Deputy chief medical officer Dr Jenny Harries said in Sunday's press conference that closing schools had a "low impact" and there will come a time soon where children will return.
Dr Derek Gatherer, virologist at the University of Lancaster, told Shelagh that children are much less likely to be seriously affected by coronavirus and the death rates in children are far lower than in adults.
"One of the rationales for allowing children to go back to school is that they're less likely to become seriously ill with the virus.
"There's also fewer young children that have tested positive but that doesn't necessarily mean they're less likely to be infected because testing in this country is usually for symptomatic patients.
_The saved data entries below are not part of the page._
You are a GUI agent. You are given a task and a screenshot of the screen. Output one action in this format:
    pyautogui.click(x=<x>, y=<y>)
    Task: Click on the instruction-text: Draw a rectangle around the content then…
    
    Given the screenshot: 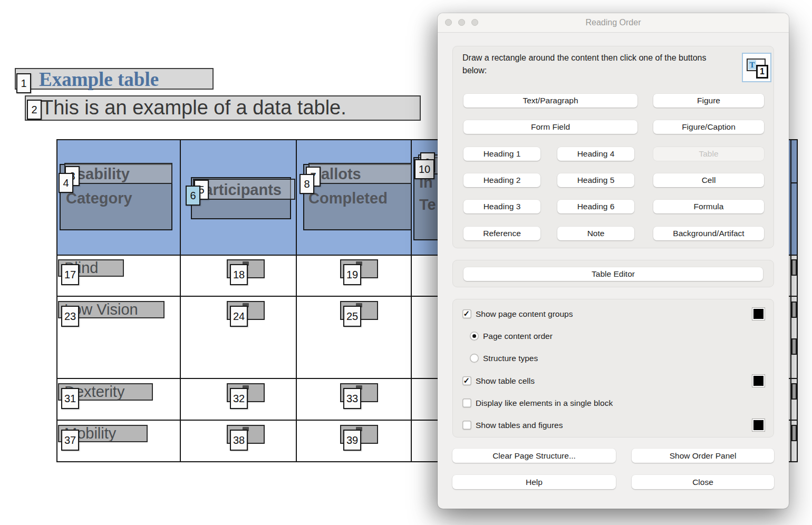 What is the action you would take?
    pyautogui.click(x=586, y=64)
    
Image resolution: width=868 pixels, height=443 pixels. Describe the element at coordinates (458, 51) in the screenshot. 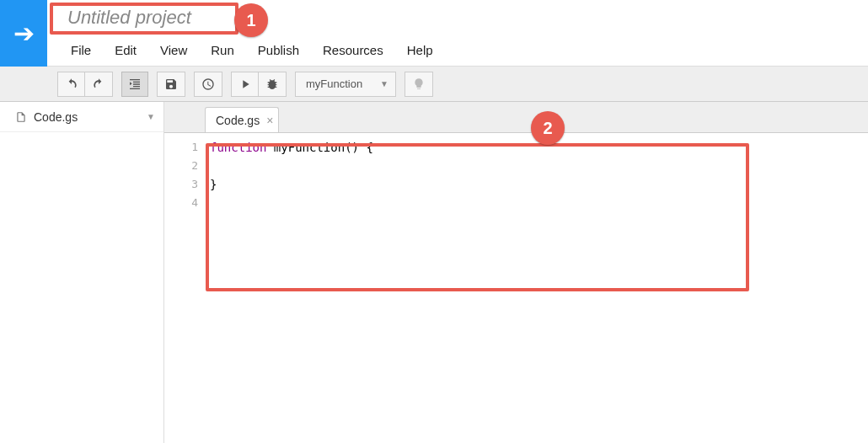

Given that children are less likely to have symptoms it might just be that's the reason they're less likely to turn up in the statistics.
"Possibly children are equally likely to be infected and are equally likely to be infectious but they're much less likely to suffer as consequences."
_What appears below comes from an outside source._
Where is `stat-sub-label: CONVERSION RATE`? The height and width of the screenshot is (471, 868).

Shelagh asked the virologist what he thought of Dr Jenny Harries' statement that "we judge the closure of schools earlier on to be of little value."
Dr Gatherer said it depends the environment in which the children are coming back to; if they are coming back to a home with shielded or vulnerable people this presents much more risk of illness and virus transmission.
"It's quite important for the schools to find out if there's anybody in the home that would fall into that category," he said, adding if children are in this category alternative educational arrangements might have to be made.
Equally, he said, there must be the same reassurance that teachers are not in vulnerable households.